SEO Superstitions: Links from Irrelevant Pages
Claim: Links only help search engine positioning if they are from pages related to the subject of your page.
Status: Dubious
This is not exactly untrue, but it is not quite true either. The claim is that if you are, for example, a computer
company, getting a link from a shoe company or a history Web site will not help your page or will actually hurt it. Some
of the "help" displayed by Google and other search engines encourages this rumor. It is probably not really true. Think
about it. Wikipedia and Yahoo! are two examples of sites that have very high rankings, and many Wikipedia pages are
listed at the top of Google listings returned for a particular keyword. What is Wikipedia "about"? If your page or site
were linked from the main page of Yahoo! or Wikipedia do you think that would hurt or help your rankings? It might
conceivably be true that if your page is about Widgets, it is more helpful to be listed in the Wikipedia page about
Widgets then to be listed in a Wikipedia page about Woodrow Wilson for example. Even that is dubious. Search engines
can't really know what is relevant and what is not relevant. They may want to encourage "organic" optimization that is
based on real content, but they can't know that Woodrow Wilson is not related to Widgets, any more than they can "know"

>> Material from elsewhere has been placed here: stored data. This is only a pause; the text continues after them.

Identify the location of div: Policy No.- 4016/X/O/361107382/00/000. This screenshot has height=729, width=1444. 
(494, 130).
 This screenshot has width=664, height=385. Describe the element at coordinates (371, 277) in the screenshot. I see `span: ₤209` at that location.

that Zen is related or not related to motor cycle maintenance. Remember, all the listings in a search engine are done by
machine, and they must be done fairly quickly. Think of the database and software engine that might be needed to
categorize a page of text like this, that refers to many different subjects. Unless a person looks at the page and makes
a judgement, it is not possible to know definitely that it is not related in any way.
Here is the way a superstition can start. This is an actual quote from an SEO "expert:"
Superstition: The more reciprocal links you have with other sites, the better your own search engine ranking will be.
Fact: Just having your website linked to obvious FFA or link farms, could penalize your ranking. The idea is to get
quality inbound links from related sites. Although no one really knows how Google factors the PR ranking with search
results related inbound links seem to have a greater PR value than a million unrelated links to or from your site.
The author was trying to sell his services and mystify and confuse his readers it seems. The problem is that the
expert "explanation" doesn't relate to the statement that was classed as a superstition. Getting a lot of links from
Wikipedia or Yahoo will help your Web site, no matter what business you are in. As a rule, the claim that this man
branded as a superstition is correct. The more links there are to a page, the better your search engine ranking will be,
whether he means Google Pagerank or position of the page in results returned for a keyword.